Dr Schmökel arrived at that conclusion after examining bones from the Rancho La Brea tar pits in Los Angeles. These are gold mines for palaeontologists because they were death traps for the animals of the day. Rainwater can accumulate on top of the tar. A large herbivore, like a mastodon or giant sloth, that ventured in for a drink would risk becoming ensnared. Its subsequent attempts to free itself would attract predators, which would take advantage of its distress and attack—but then become trapped themselves. As a result Rancho La Brea contains bones from thousands of animals.

That allows for statistical studies that cannot be done anywhere else. Dr Schmökel examined 834 sabre-tooth-cat femurs dated to between 12,000 and 10,000 years ago. Around 6% had defects suggestive of a bone disease known as osteochondrosis dissecans. This is caused by small fragments of bone underlying the cartilage in a joint dying and breaking loose. It causes joint pain, loss of motion, and becomes crippling in old age. An analysis of 266 dire-wolf femurs found that 2.6% likewise had defects indicative of the disease.

Several things, including diet and injury, can cause osteochondrosis dissecans. But one of the biggest predisposing factors is genetics. Indeed, while the disease is rare in wild animals today, it is common in domesticated dog breeds that have been heavily inbred. Around 9% of border collies, for instance, suffer from it. But inbreeding is not always a consequence of human interference. In the wild, it is usually a consequence of a shrinking population in which fewer and fewer mates are available with every passing generation.

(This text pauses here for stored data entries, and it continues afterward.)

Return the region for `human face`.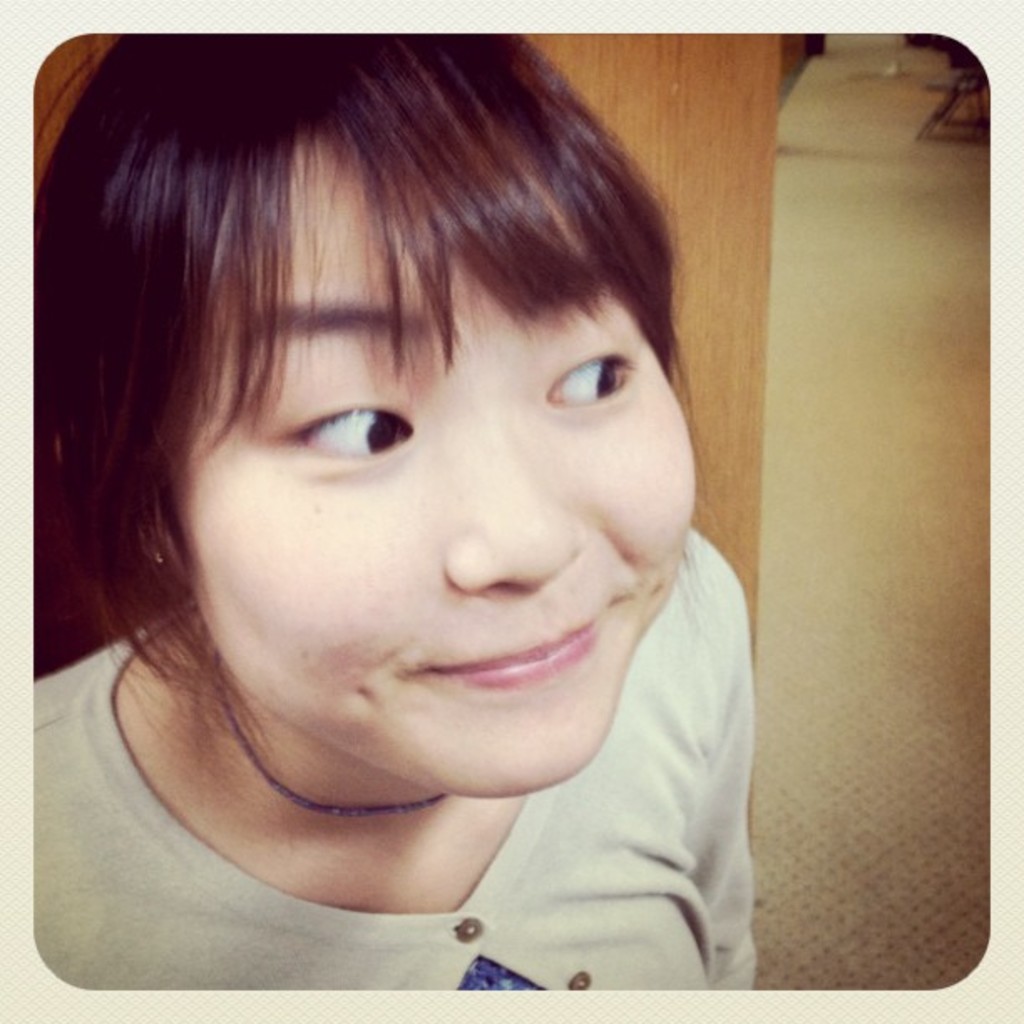
<bbox>179, 120, 699, 796</bbox>.
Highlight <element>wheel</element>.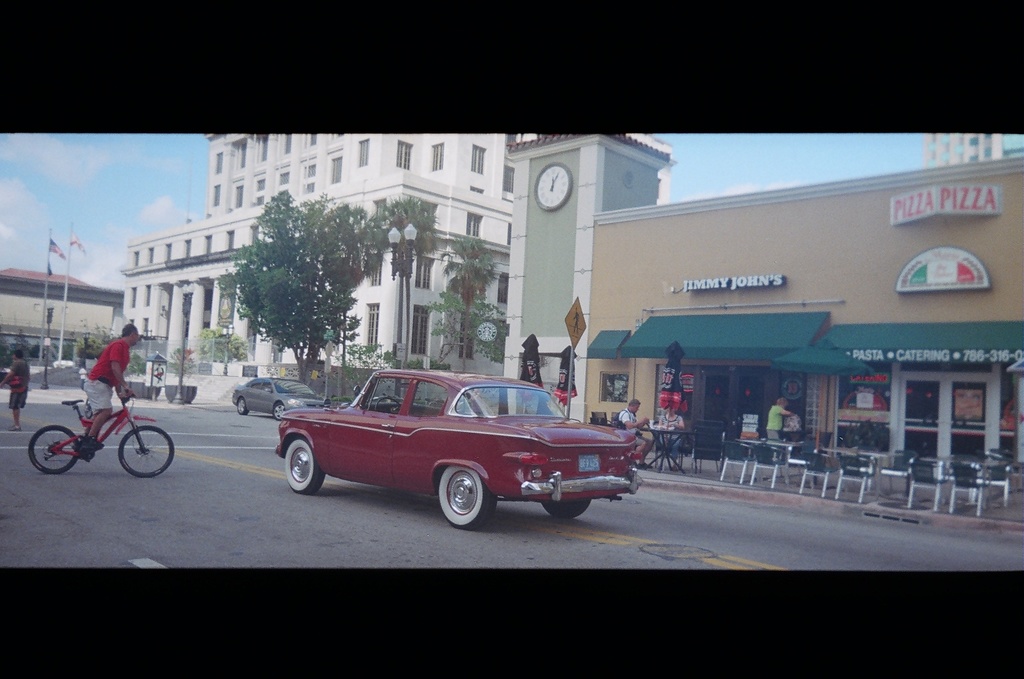
Highlighted region: select_region(236, 397, 248, 415).
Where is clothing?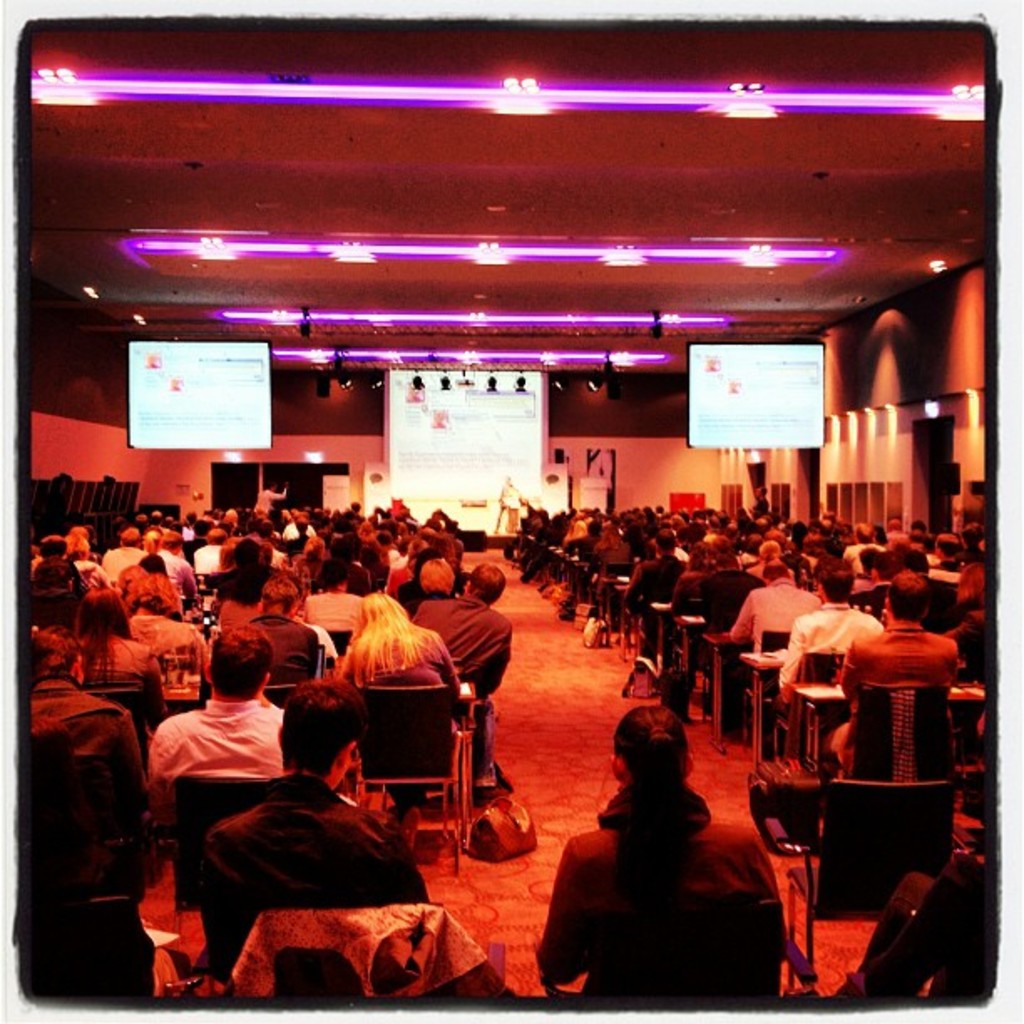
(410,592,515,709).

That suggests both the sabre-tooth tigers and the dire wolves were locked in a miserable downward spiral. Not only were their populations already shrinking, but the disease caused by the resulting inbreeding would have made it harder for the remaining individuals to survive, especially as they got older. It is impossible, at least for now, to discern what led these animals to become inbred in the first place. But the evidence from the tar pits suggests they were on a genetic knife’s edge for thousands of years before they finally succumbed.